Information regarding water resource-related environmental issues in the Gunnison Basin

This is where you will find relevant news and information water resource-related environmental issues on the Gunnison River Basin; if we miss anything or you would like to share some aquatic environmental information – please let us know at [email protected]

Environmental Issues in the Gunnison Basin

Similar to other river basins across the globe, the Gunnison River Basin faces a complex set of environmental issues. For water users, these issues might be simplified down to three particular areas:

1. Water quantity,
2. Water quality and
3. Associated impacts to fish and wildlife habitat.

In general, there are regulations associated with each of these three topics that include requirements, agreements and voluntary actions. These are primarily associated with, but are not limited to, the Endangered Species Act (ESA) and the Clean Water Act (CWA).

Water users in the Gunnison Basin are actively complying with both of these federal programs.
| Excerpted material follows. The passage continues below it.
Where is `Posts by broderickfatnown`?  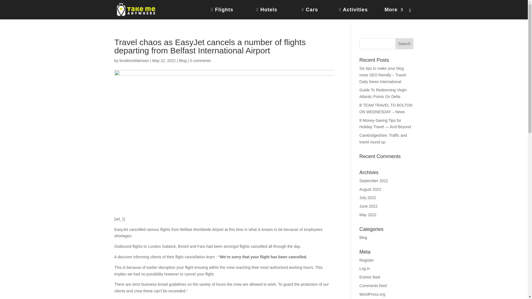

In very generalized and simplified terms, water quantity impacts to the environment are primarily assessed and evaluated based upon ‘depletions’ under the ESA. These depletions are related to the consumption of water by humans and include all uses. Agricultural uses causes the most depletions through evapotranspiration, this is the portion of diverted water that is consumed by the crops and that which does not return to the river system via return flows. Some estimate agricultural consumption to be about three quarters of all depletions. Municipal and industrial depletions are much smaller because the majority of diverted water for these uses are not consumed and return to the river system via wastewater treatment plants.

Depletions can affect threatened and endangered fish species, including the Colorado pikeminnow and razorback sucker. These species occupy federally-designated critical habitat in the Lower Gunnison River downstream of the confluence of the Uncompahgre and Gunnison Rivers near Delta, Colorado. In addition, there are several ‘species of special concern’, including the flannelmouth sucker, roundtail chub and the bluehead sucker. These species are subject to a multi-state “range-wide conservation agreement and strategy agreement”, and occupy much of the Lower Gunnison River Basin below the Aspinall Unit reservoirs.

In addition, water use can cause unintended consequences to water quality in the Gunnison River Basin generally related to the fact that return flows have a different character than the original water quality that was diverted for use.

Several important programs operate to protect water quality and to provide regulatory compliance and therefore certainty for water users. These include the Selenium Management Program and the cooperative Salinity Control Program.